What advantages do bricks-and-mortar stores have over


On November 3, 2015, after more than 20 years of selling books online, Amazon opened a bricks- and-mortar store in Seattle, Washington. Although located in an upscale outdoor mall not far from the University of Washington, this store has little to do with selling books and everything to do with data.

Amazon is betting that the data it generates from shopping patterns on its website will give it advantages in its retail location that other bookstores can't match. It will use data to pick titles that will most appeal to Seattle shoppers. The company will include books that get the highest ratings from their online customers, including little-known titles.

Jennifer Cast, vice president of Amazon Books, is careful to say the store won't be stocked solely on data. "It's data with heart," she said. "We're taking the data we have and we're creating physical places with it." Some of that data includes reviews from the millions of Amazon customers who have left appraisals of books on the website.

Dustin Kurtz, of the New Republic, reported that the store is physically odd. More like a Waldenbooks than a Barnes & Noble. "If Amazon is making a brand statement with its store design, it's a very modest one." The store seems to be an extension of the Website. According to Kurtz, Amazon's store is more of a disruption than an innovation. "Nothing in the store is an original idea to Amazon."

Every book will face out, rather than be stacked with only the spines showing. (Perhaps to mimic the way books are presented on Amazon's site.) This leaves far less space for books. Below each book on the shelf is a shelf tag that includes a capsule review from the website, a star rating, and a barcode. There are no prices listed. To get the price you scan the barcode with your smartphone and the Amazon app. This brings up the product page for the item you're looking at, with full reviews, specs, and pricing. Pretty slick!

Now that you're signed into the app with your account, Amazon is immediately able to associate its online customer records with you, the customer browsing the shelves in its physical location. It knows your preferences, your buying history, and your status as an Amazon customer (Prime and/or credit card member). Armed with that data it can feed you additional information or provide incentives like coupons or other discounts --whatever it needs to do to close the sale as you are holding an item in your hand that you are considering buying.

The shelf-pricing model in the Amazon store isn't a feature - it's a product. By pushing pricing to the app, Amazon enables every offer, every recommendation, and potentially every price to be personalized to each customer and timed to optimize every transaction.

Considering Amazon's reputation as the "everything store", the selection is sure to disappoint. One associate explained that the inventory was "highly curated" consisting mainly of titles that earned 4 or more stars from the website's rating and review system. What happened to Amazon's guiding principle:that books are all made equal and people can choose what they want with little oversight or guidance?

Today, according to their 2015 financials, Amazon's profits are in their cloud services, the massive data centers that run infrastructure for businesses and provide the processing power to connect mobile apps with back-end customer data.

And this means? Amazon's secret to success in the world of bookstores is to have such power and buy in such quantity that they can dictate their own discounts to publishers.

Questions:

Based on the power Amazon has in the books category, what type of channel position do they represent?

What advantages do bricks-and-mortar stores have over online stores? Can Amazon replicate these advantages? Why or why not?

If Amazon's profits are driven by their cloud services, what benefit can you see from the operation of a bricks-and-mortar store as described?

Walmart is a direct competitor to Amazon's "everything store." Do you think the opening of this store in Seattle will have any impact on that competition?

How does this store support Amazon's ideal market size of ONE?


# Exercise
Each entry below should be returned exactly as is, with the pictures removed.

# Source information
##############################
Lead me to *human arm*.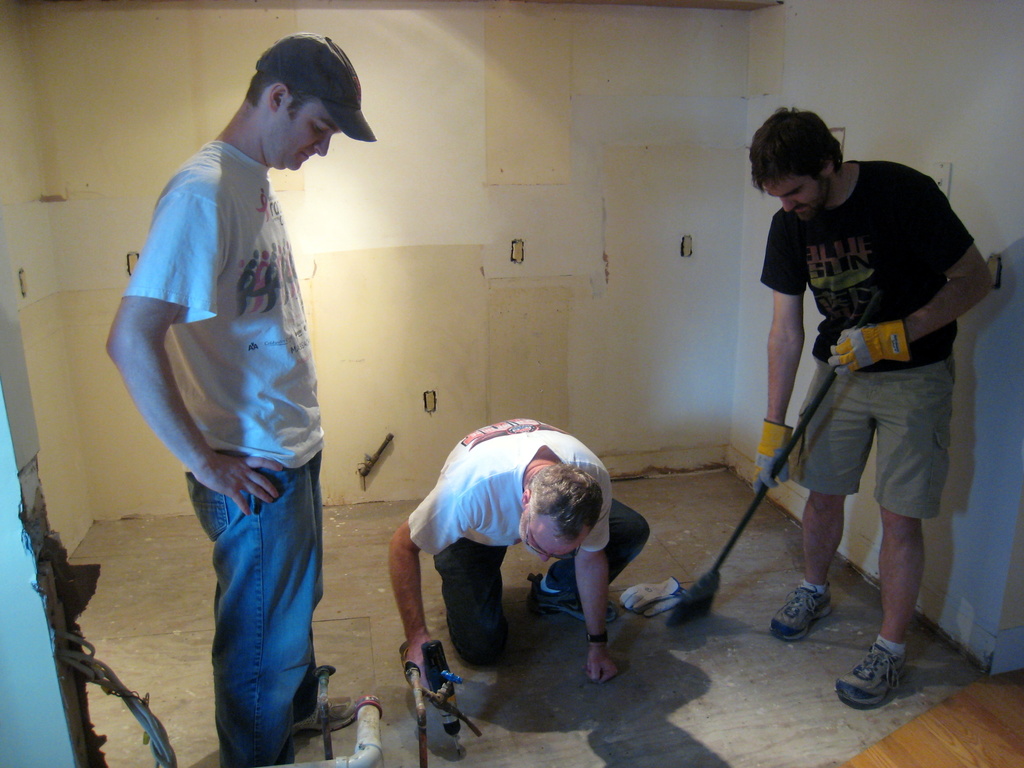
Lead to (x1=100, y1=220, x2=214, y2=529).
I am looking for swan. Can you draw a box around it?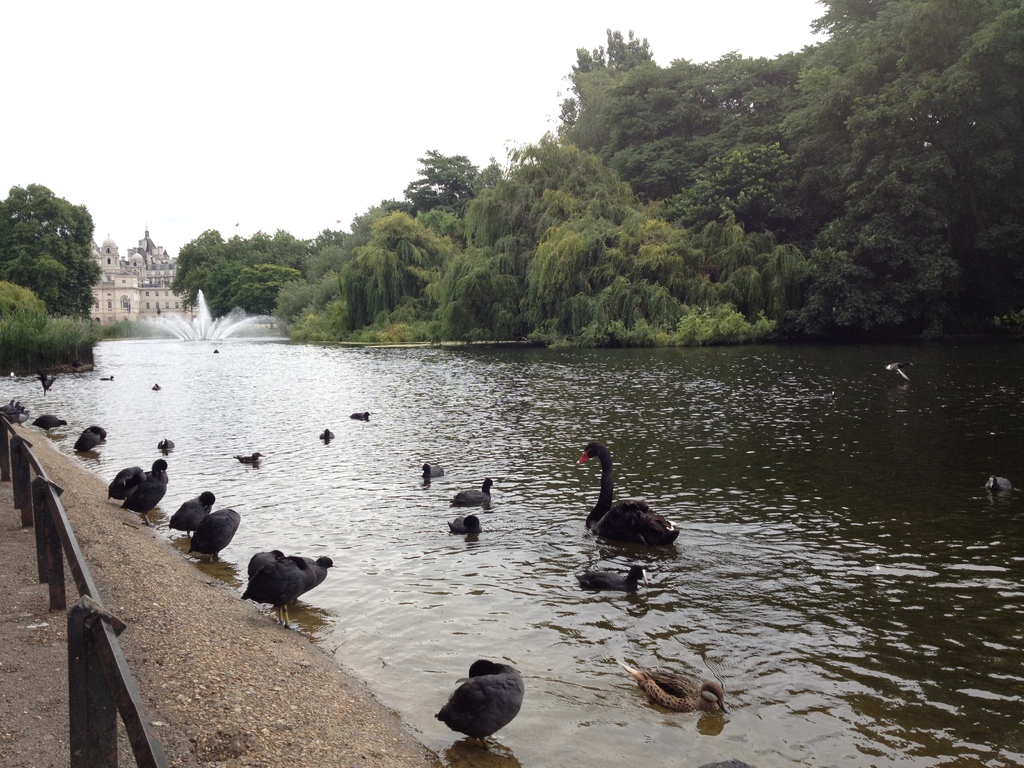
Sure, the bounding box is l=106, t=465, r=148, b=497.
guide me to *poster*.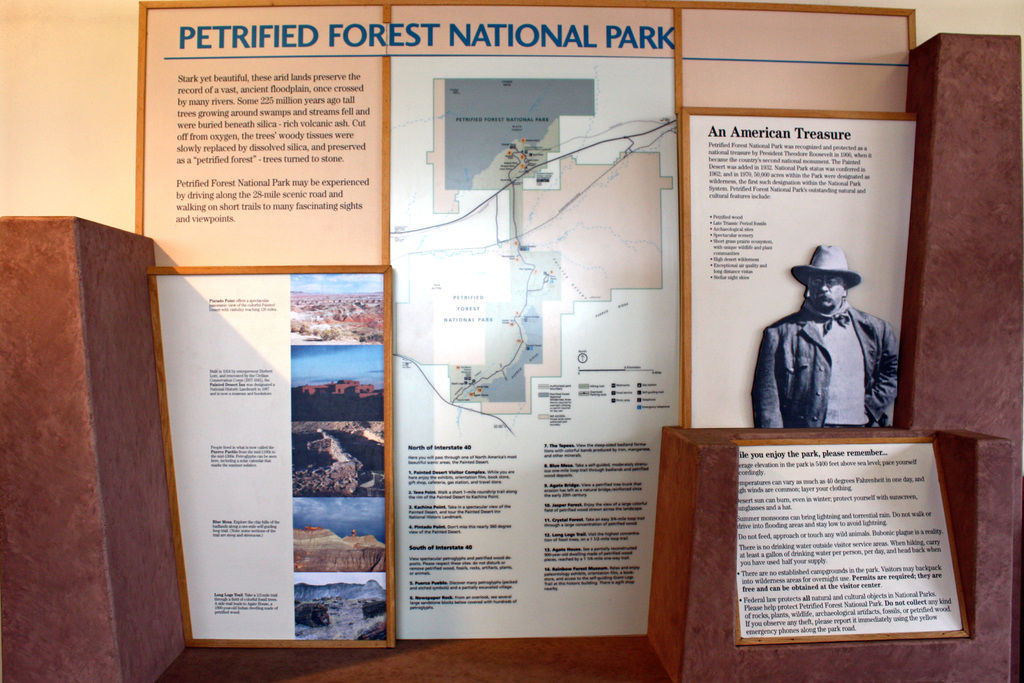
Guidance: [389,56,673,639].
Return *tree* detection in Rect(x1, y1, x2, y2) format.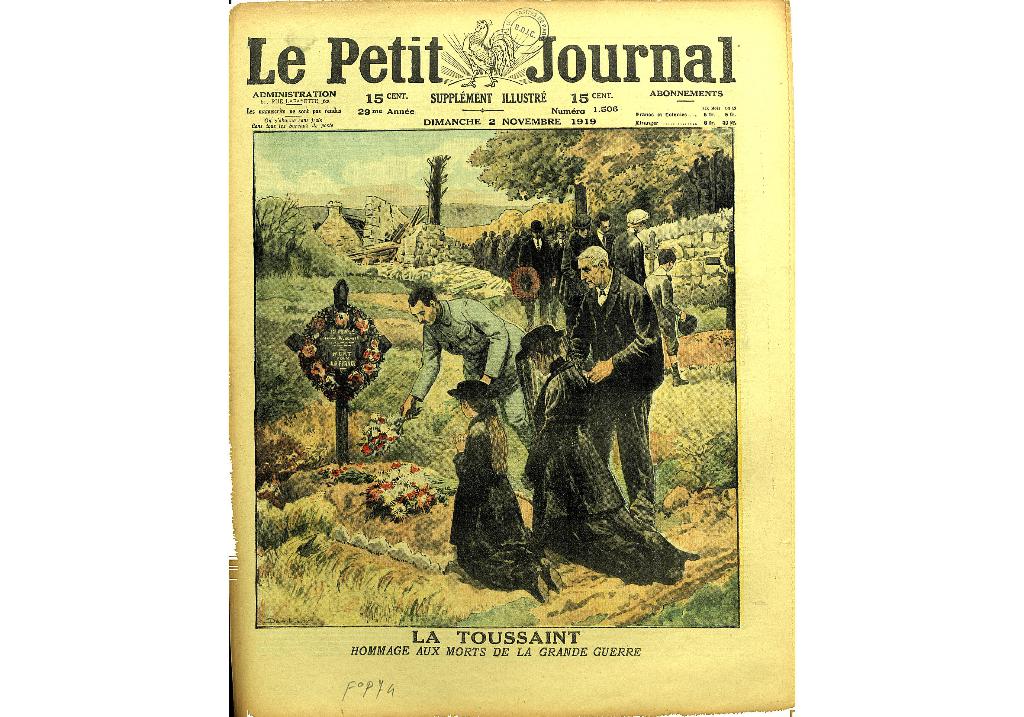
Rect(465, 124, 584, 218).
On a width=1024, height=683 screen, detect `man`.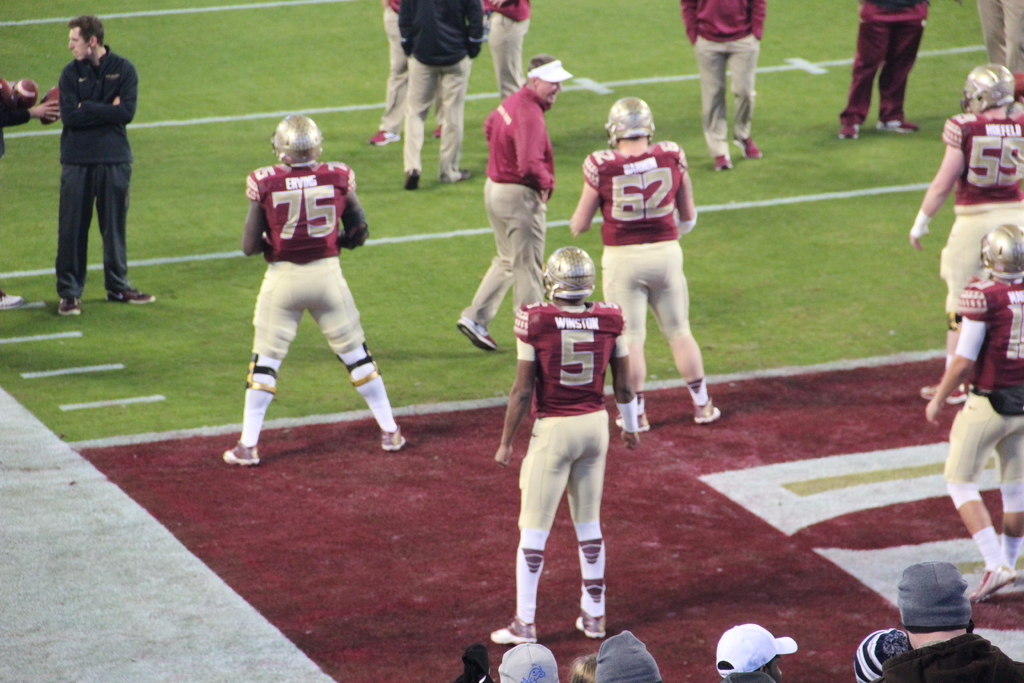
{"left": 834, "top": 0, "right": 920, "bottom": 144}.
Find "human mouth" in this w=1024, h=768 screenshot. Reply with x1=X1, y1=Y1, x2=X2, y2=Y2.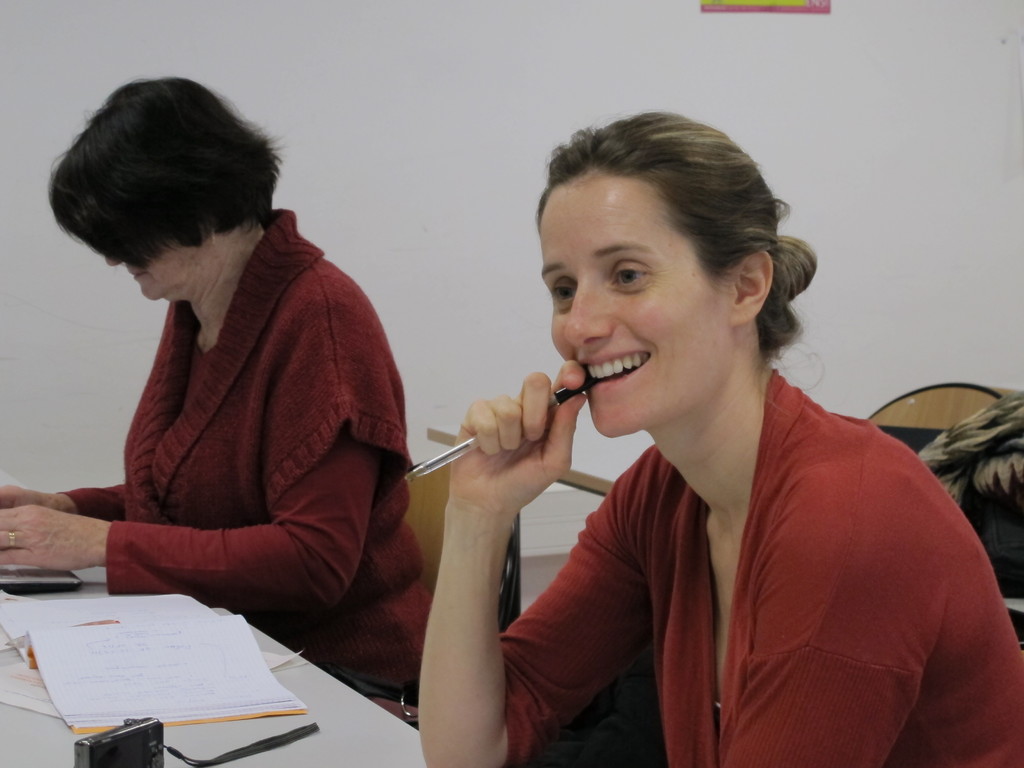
##############################
# Output of the exercise
Lead me to *human arm*.
Lead to (x1=100, y1=220, x2=214, y2=529).
I am looking for swan. Can you draw a box around it?
Sure, the bounding box is l=106, t=465, r=148, b=497.
guide me to *poster*.
Guidance: [389,56,673,639].
Return *tree* detection in Rect(x1, y1, x2, y2) format.
Rect(465, 124, 584, 218).
On a width=1024, height=683 screen, detect `man`.
{"left": 834, "top": 0, "right": 920, "bottom": 144}.
Find "human mouth" in this w=1024, h=768 screenshot. Reply with x1=X1, y1=Y1, x2=X2, y2=Y2.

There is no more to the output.